Baringo icon who got access to Mzee Jomo Kenyatta while in detention dies

From left: Bildad Kaggia, Kung’u Karumba, Henry Cheboiwo, Jomo Kenyatta, Daniel Moi, Paul Ngei and Fred Kubai in September 1959. Moi, who was a Legco member, was accompanied by Cheboiwo to pay Kenyatta a visit while in prison. [PHOTO: FILE/STANDARD]

He was among the few Kenyans who reached Mzee Jomo Kenyatta when the latter was in prison.

It was an honour not many got, but Henry Cheboiwo was lucky after President Daniel Moi, then a member of Legislative Council representing Rift Valley, picked him to accompany him because he understood English and Kiswahili and had a little background in politics.

Cheboiwo's journey to politics started with this trip to prison in 1959. He later became the Baringo North MP for 22 years.

The former MP died last week at the age of 89. Moi, while recalling the historic journey he and Cheboiwo undertook to Kapenguria to visit Mzee Kenyatta, said his death had greatly saddened him considering how closely the two worked during the struggle for freedom and after independence.

"Cheboiwo will be remembered for his immense contribution to the socio-economic development of Baringo in particular and Kenya as a whole," Moi said.

When The Standard spoke to him before he died, Cheboiwo was a walking history. He witnessed key chapters of Kenya's history unfold.

He was around when the first explorers were still mapping Kenya. He witnessed the violent struggle for freedom, the hoisting of the flag when Kenya became a free country in 1963 and the signing of the new Constitution in 2010. He also saw its implementation, four years on.

Cheboiwo had recalled the first meeting between former President Moi and his predecessor, Kenyatta, when the latter was in detention in Lodwar. During that meeting, Kenyatta passionately appealed to Moi to push the colonial government to have him transferred from the harsh Lodwar environment to a friendlier and more accessible location.

Kenyatta, alongside other political leaders, had been arrested on October 20, 1952, for leading the struggle for self-rule.

The colonial government arrived at a decision to allow Moi visit Kenyatta because Lodwar fell within his jurisdiction as the member of the council for the region. The visit was to later prove fruitful when Kenyatta was transferred to Maralal in Samburu.

Cheboiwo too was instrumental in the first delegation by Kanu members from Rift Valley who went to Gatundu to meet Kenyatta to discuss the merger of the two colonial-era parties, Kadu and Kanu, and the disbandment of the Majimbo system.

Cheboiwo was among the first architects and shapers of Baringo politics when Kanu picked him to contest the 1966 election following the creation of Baringo North constituency. He became the first MP for the constituency.

 

BY-ELECTION

Cheboiwo represented Baringo North until 1979, when he was voted out in favour of Zephania Kipkebut Chepkangor. This however did not augur well with his friend, President Moi, who personally intervened.
The intervention led to a by-election in 1980 in which Chepkong'a relinquished his ambitions for the job after serving for only six months, in favour of Cheboiwo.

Cheboiwo then served Baringo North constituents while doubling up as a minister and assistant minister in the  of Co-operative Development, Health, Environment and Natural Resources ministries until 1988 when he was trounced by his cousin, Willy Kamuren.

Even after retiring from elective politics, Cheboiwo remained an active Kanu delegate in Kabartonjo. The former legislator has also been a mentor to his successors. According to his first-born daughter, Margaret Kaptuiya, Cheboiwo got his early education between 1940 and early 1950s at Kapsabet School for his 'O' levels and later joined Kabete Technical School where he took up training in masonry.

Cheboiwo once told this writer of an incident where he was involved in a road accident near Stem in Nakuru and the first person to come to his rescue was the former President. "Immediately after the accident, the president's motorcade, which was heading to Kabarak stopped by," he said. Moi ordered an evacuation by the military, based at Lanet, to Nairobi for medical attention.

Kaptuiya said her father he had been admitted at Nairobi Hospital since July. He will be buried on Saturday at his home in Tirimionin, Kabartonjo, Baringo.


Although the entries contain pictures, only their words should be duplicated exactly.

-- Opening Marker --

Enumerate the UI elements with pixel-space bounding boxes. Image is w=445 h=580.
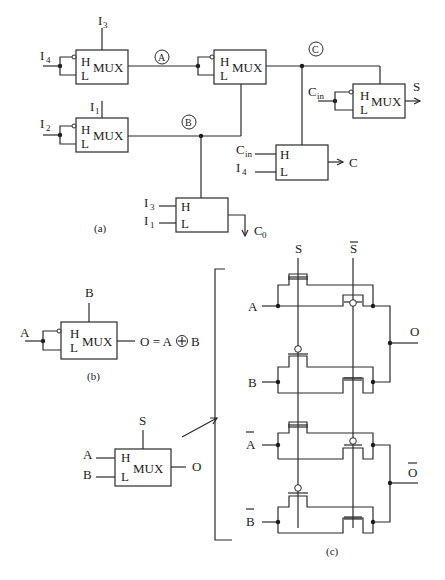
node-b-label: B	[185, 117, 192, 128]
svg-text:3: 3	[150, 202, 155, 212]
svg-text:L: L	[181, 216, 189, 231]
svg-text:L: L	[81, 136, 89, 151]
mux3: H L MUX	[198, 50, 266, 84]
circuit-diagram: I 3 H L MUX I 4 A H L MUX	[0, 0, 445, 580]
svg-text:MUX: MUX	[232, 60, 263, 75]
part-a-full-adder: I 3 H L MUX I 4 A H L MUX	[40, 13, 420, 240]
svg-text:H: H	[181, 199, 190, 214]
sum-output-label: S	[413, 79, 420, 94]
svg-text:A: A	[83, 447, 93, 462]
svg-text:MUX: MUX	[93, 60, 124, 75]
svg-text:A: A	[20, 325, 30, 340]
svg-text:B: B	[246, 514, 255, 529]
mux5-carry: C in I 4 H L C	[236, 142, 358, 180]
svg-text:O: O	[408, 465, 417, 480]
part-a-label: (a)	[94, 222, 107, 235]
part-c-transmission-gate-mux: S A B H L MUX O S S A	[83, 241, 419, 558]
svg-text:4: 4	[242, 167, 247, 177]
svg-text:I: I	[90, 99, 94, 114]
svg-text:3: 3	[103, 20, 108, 30]
svg-text:S: S	[295, 241, 302, 256]
svg-text:H: H	[121, 450, 130, 465]
svg-text:S: S	[139, 413, 146, 428]
svg-text:L: L	[220, 68, 228, 83]
part-c-label: (c)	[326, 545, 339, 558]
mux2: I 1 I 2 H L MUX	[40, 99, 128, 152]
svg-text:H: H	[220, 54, 229, 69]
svg-text:H: H	[360, 88, 369, 103]
tg-stage-b-bar: B	[246, 485, 375, 533]
svg-text:1: 1	[150, 220, 155, 230]
svg-text:MUX: MUX	[82, 334, 113, 349]
svg-text:MUX: MUX	[133, 461, 164, 476]
svg-text:A: A	[246, 437, 256, 452]
svg-text:B: B	[248, 375, 257, 390]
svg-text:A: A	[248, 299, 258, 314]
svg-text:MUX: MUX	[371, 94, 402, 109]
svg-text:H: H	[81, 122, 90, 137]
svg-text:in: in	[245, 149, 253, 159]
svg-text:H: H	[70, 326, 79, 341]
svg-text:L: L	[70, 340, 78, 355]
svg-text:H: H	[280, 147, 289, 162]
svg-text:S: S	[350, 241, 357, 256]
tg-stage-b: B	[248, 346, 375, 393]
svg-text:in: in	[317, 91, 325, 101]
tg-stage-a-bar: A	[246, 422, 375, 459]
xor-equation-right: B	[191, 334, 200, 349]
svg-text:I: I	[144, 213, 148, 228]
svg-text:2: 2	[46, 123, 51, 133]
svg-text:1: 1	[95, 106, 100, 116]
node-c-label: C	[312, 44, 319, 55]
tg-stage-a: A	[248, 274, 375, 314]
mux1-input-label: I	[40, 48, 44, 63]
mux1: I 3 H L MUX I 4	[40, 13, 128, 84]
svg-text:MUX: MUX	[93, 128, 124, 143]
svg-text:O: O	[192, 459, 201, 474]
part-b-xor: B A H L MUX O = A B (b)	[20, 285, 200, 383]
mux1-select-label: I	[98, 13, 102, 28]
svg-text:H: H	[81, 54, 90, 69]
svg-text:I: I	[236, 160, 240, 175]
svg-text:L: L	[121, 469, 129, 484]
node-a-label: A	[158, 52, 166, 63]
svg-text:L: L	[360, 102, 368, 117]
xor-equation-left: O = A	[140, 334, 173, 349]
carry-output-label: C	[349, 155, 358, 170]
mux4: C in H L MUX S	[308, 79, 420, 118]
svg-text:L: L	[280, 164, 288, 179]
svg-text:I: I	[40, 116, 44, 131]
svg-text:4: 4	[46, 55, 51, 65]
mux6-carry0: I 3 I 1 H L C 0	[144, 195, 267, 240]
svg-text:I: I	[144, 195, 148, 210]
svg-text:B: B	[85, 285, 94, 300]
svg-text:C: C	[236, 142, 245, 157]
mux4-input-label: C	[308, 84, 317, 99]
svg-text:B: B	[83, 467, 92, 482]
part-b-label: (b)	[87, 370, 100, 383]
svg-text:0: 0	[262, 230, 267, 240]
svg-text:O: O	[410, 324, 419, 339]
svg-text:L: L	[81, 68, 89, 83]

-- Closing Marker --

* **Exercise solution**
Enumerate the UI elements with pixel-space bounding boxes. Image is w=445 h=580.
node-b-label: B	[185, 117, 192, 128]
svg-text:3: 3	[150, 202, 155, 212]
svg-text:L: L	[181, 216, 189, 231]
svg-text:L: L	[81, 136, 89, 151]
mux3: H L MUX	[198, 50, 266, 84]
circuit-diagram: I 3 H L MUX I 4 A H L MUX	[0, 0, 445, 580]
svg-text:MUX: MUX	[232, 60, 263, 75]
part-a-full-adder: I 3 H L MUX I 4 A H L MUX	[40, 13, 420, 240]
svg-text:H: H	[181, 199, 190, 214]
sum-output-label: S	[413, 79, 420, 94]
svg-text:A: A	[83, 447, 93, 462]
svg-text:MUX: MUX	[93, 60, 124, 75]
svg-text:A: A	[20, 325, 30, 340]
svg-text:B: B	[246, 514, 255, 529]
mux5-carry: C in I 4 H L C	[236, 142, 358, 180]
svg-text:O: O	[408, 465, 417, 480]
part-a-label: (a)	[94, 222, 107, 235]
part-c-transmission-gate-mux: S A B H L MUX O S S A	[83, 241, 419, 558]
svg-text:4: 4	[242, 167, 247, 177]
svg-text:I: I	[90, 99, 94, 114]
svg-text:3: 3	[103, 20, 108, 30]
svg-text:S: S	[295, 241, 302, 256]
svg-text:H: H	[121, 450, 130, 465]
svg-text:S: S	[139, 413, 146, 428]
svg-text:L: L	[220, 68, 228, 83]
part-c-label: (c)	[326, 545, 339, 558]
mux2: I 1 I 2 H L MUX	[40, 99, 128, 152]
svg-text:H: H	[220, 54, 229, 69]
svg-text:H: H	[360, 88, 369, 103]
tg-stage-b-bar: B	[246, 485, 375, 533]
svg-text:1: 1	[150, 220, 155, 230]
svg-text:MUX: MUX	[82, 334, 113, 349]
svg-text:MUX: MUX	[133, 461, 164, 476]
svg-text:A: A	[246, 437, 256, 452]
svg-text:B: B	[248, 375, 257, 390]
svg-text:A: A	[248, 299, 258, 314]
svg-text:MUX: MUX	[371, 94, 402, 109]
svg-text:H: H	[81, 122, 90, 137]
svg-text:in: in	[245, 149, 253, 159]
svg-text:H: H	[70, 326, 79, 341]
svg-text:L: L	[70, 340, 78, 355]
svg-text:H: H	[280, 147, 289, 162]
svg-text:S: S	[350, 241, 357, 256]
tg-stage-b: B	[248, 346, 375, 393]
svg-text:in: in	[317, 91, 325, 101]
tg-stage-a-bar: A	[246, 422, 375, 459]
xor-equation-right: B	[191, 334, 200, 349]
svg-text:I: I	[144, 213, 148, 228]
svg-text:2: 2	[46, 123, 51, 133]
svg-text:1: 1	[95, 106, 100, 116]
node-c-label: C	[312, 44, 319, 55]
tg-stage-a: A	[248, 274, 375, 314]
mux1-input-label: I	[40, 48, 44, 63]
mux1: I 3 H L MUX I 4	[40, 13, 128, 84]
svg-text:MUX: MUX	[93, 128, 124, 143]
svg-text:O: O	[192, 459, 201, 474]
part-b-xor: B A H L MUX O = A B (b)	[20, 285, 200, 383]
mux1-select-label: I	[98, 13, 102, 28]
svg-text:H: H	[81, 54, 90, 69]
svg-text:I: I	[236, 160, 240, 175]
svg-text:L: L	[121, 469, 129, 484]
node-a-label: A	[158, 52, 166, 63]
svg-text:L: L	[360, 102, 368, 117]
xor-equation-left: O = A	[140, 334, 173, 349]
carry-output-label: C	[349, 155, 358, 170]
mux4: C in H L MUX S	[308, 79, 420, 118]
svg-text:L: L	[280, 164, 288, 179]
svg-text:I: I	[40, 116, 44, 131]
svg-text:4: 4	[46, 55, 51, 65]
mux6-carry0: I 3 I 1 H L C 0	[144, 195, 267, 240]
svg-text:I: I	[144, 195, 148, 210]
svg-text:B: B	[85, 285, 94, 300]
svg-text:C: C	[236, 142, 245, 157]
mux4-input-label: C	[308, 84, 317, 99]
svg-text:B: B	[83, 467, 92, 482]
part-b-label: (b)	[87, 370, 100, 383]
svg-text:0: 0	[262, 230, 267, 240]
svg-text:O: O	[410, 324, 419, 339]
svg-text:L: L	[81, 68, 89, 83]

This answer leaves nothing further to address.